He thought of a trick he had acquired in wrestling. Quickly arching his back like a bow, he suddenly straightened it with a snap, and the holds of Gladdus and Fenmore were broken. They were hurled back and then other freshmen took them up bodily, thrusting them beyond the outer line of defense.

Then the whole body of sophomores quickly threw themselves against the freshmen, as if to force them away from the pole by weight of numbers. They nearly succeeded, and Tom and his fellow defenders of the flag staff thought their arms would be pulled out of the sockets. But, as if it was a second down in a fierce football game, the freshmen held their opponents and thrust the wave of sophomores back.

So it went on, the attack becoming fiercer until, when the timekeepers announced that there were but two more minutes left in which to hold or gain the pole, the second-year men seemed fairly to overwhelm the others.

“Tear ’em up! tear ’em up!” pleaded Gladdus.

“Hold, boys, hold!” begged Langridge. And hold they did, for when time was called the defenders were found with their arms still locked about the flag staff.

“We win, fellows!” yelled Tom, capering about, with his hands grasping those of Sid and Phil.

Then followed an impromptu war dance, while the vanquished sophomores filed away in the darkness, the exultant freshmen sending cheer after cheer out on the air.

“Here’s where we wear ribbons on our hats!” cried Ford Fenton. “Now, I’d like to see any soph make me take it off.”

He pulled from his pocket a band and fixed it to a new hat he had bought to replace the slashed one.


Exercise: From the first line to the last, reproduce the records below exactly, omitting any picture.

Records shown:
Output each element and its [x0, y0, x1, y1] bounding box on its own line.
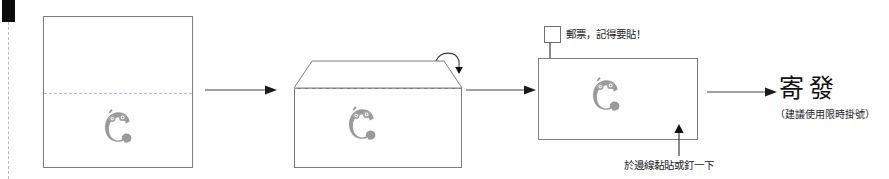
margin-dashed-line: [8, 22, 9, 179]
connector-arrow-1: [205, 84, 279, 96]
step-2-flap-and-fold-arrow: [286, 28, 486, 98]
stamp-note-label: 郵票，記得要貼！: [566, 27, 646, 42]
corner-registration-mark: [2, 0, 15, 22]
final-step-subtitle: （建議使用限時掛號）: [775, 108, 875, 122]
final-step-title: 寄發: [779, 75, 839, 103]
connector-arrow-2: [466, 84, 540, 96]
edge-seal-note-label: 於邊線黏貼或釘一下: [624, 158, 714, 172]
edge-seal-arrow-icon: [673, 122, 691, 158]
step-1-fold-line: [44, 93, 192, 94]
instruction-diagram-page: 郵票，記得要貼！ 於邊線黏貼或釘一下 寄發 （建議使用限時掛號: [0, 0, 889, 179]
brand-logo-icon: [99, 106, 137, 148]
brand-logo-icon: [343, 103, 381, 145]
brand-logo-icon: [587, 74, 625, 116]
connector-arrow-3: [707, 86, 781, 98]
stamp-placeholder-box: [544, 26, 561, 43]
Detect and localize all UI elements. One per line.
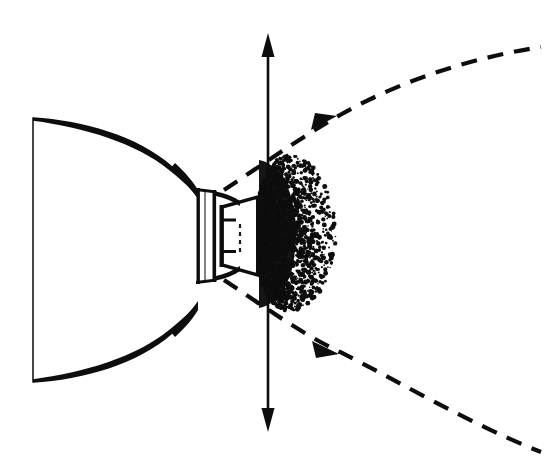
flared-bell-body xyxy=(33,117,198,383)
bell-upper-wall xyxy=(33,117,197,196)
collar-left-rim xyxy=(197,188,200,284)
nozzle-tick-upper xyxy=(223,219,236,222)
bell-upper-shoulder xyxy=(170,163,198,199)
diagram-canvas xyxy=(0,0,545,465)
nozzle-cone xyxy=(216,192,261,281)
throat-collar-ring xyxy=(196,188,217,284)
lower-dashed-boundary-curve xyxy=(224,280,541,452)
axis-arrowhead-up xyxy=(262,33,275,57)
axis-arrowhead-down xyxy=(262,408,275,432)
technical-figure xyxy=(0,0,545,465)
nozzle-back-wall xyxy=(220,205,224,267)
bell-lower-shoulder xyxy=(170,301,198,337)
collar-right-rim xyxy=(213,190,217,282)
bell-lower-wall xyxy=(33,304,197,383)
upper-boundary-arrowhead xyxy=(311,113,337,130)
nozzle-tick-lower xyxy=(223,250,236,253)
lower-boundary-path xyxy=(224,280,541,452)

Solution:
Output each element and its [x0, y0, x1, y1] bounding box on its own line.
margin-dashed-line: [8, 22, 9, 179]
connector-arrow-1: [205, 84, 279, 96]
step-2-flap-and-fold-arrow: [286, 28, 486, 98]
stamp-note-label: 郵票，記得要貼！: [566, 27, 646, 42]
corner-registration-mark: [2, 0, 15, 22]
final-step-subtitle: （建議使用限時掛號）: [775, 108, 875, 122]
final-step-title: 寄發: [779, 75, 839, 103]
connector-arrow-2: [466, 84, 540, 96]
edge-seal-note-label: 於邊線黏貼或釘一下: [624, 158, 714, 172]
edge-seal-arrow-icon: [673, 122, 691, 158]
step-1-fold-line: [44, 93, 192, 94]
instruction-diagram-page: 郵票，記得要貼！ 於邊線黏貼或釘一下 寄發 （建議使用限時掛號: [0, 0, 889, 179]
brand-logo-icon: [99, 106, 137, 148]
brand-logo-icon: [343, 103, 381, 145]
brand-logo-icon: [587, 74, 625, 116]
connector-arrow-3: [707, 86, 781, 98]
stamp-placeholder-box: [544, 26, 561, 43]
Detect and localize all UI elements. One per line.
flared-bell-body xyxy=(33,117,198,383)
bell-upper-wall xyxy=(33,117,197,196)
collar-left-rim xyxy=(197,188,200,284)
nozzle-tick-upper xyxy=(223,219,236,222)
bell-upper-shoulder xyxy=(170,163,198,199)
diagram-canvas xyxy=(0,0,545,465)
nozzle-cone xyxy=(216,192,261,281)
throat-collar-ring xyxy=(196,188,217,284)
lower-dashed-boundary-curve xyxy=(224,280,541,452)
axis-arrowhead-up xyxy=(262,33,275,57)
axis-arrowhead-down xyxy=(262,408,275,432)
technical-figure xyxy=(0,0,545,465)
nozzle-back-wall xyxy=(220,205,224,267)
bell-lower-shoulder xyxy=(170,301,198,337)
collar-right-rim xyxy=(213,190,217,282)
bell-lower-wall xyxy=(33,304,197,383)
upper-boundary-arrowhead xyxy=(311,113,337,130)
nozzle-tick-lower xyxy=(223,250,236,253)
lower-boundary-path xyxy=(224,280,541,452)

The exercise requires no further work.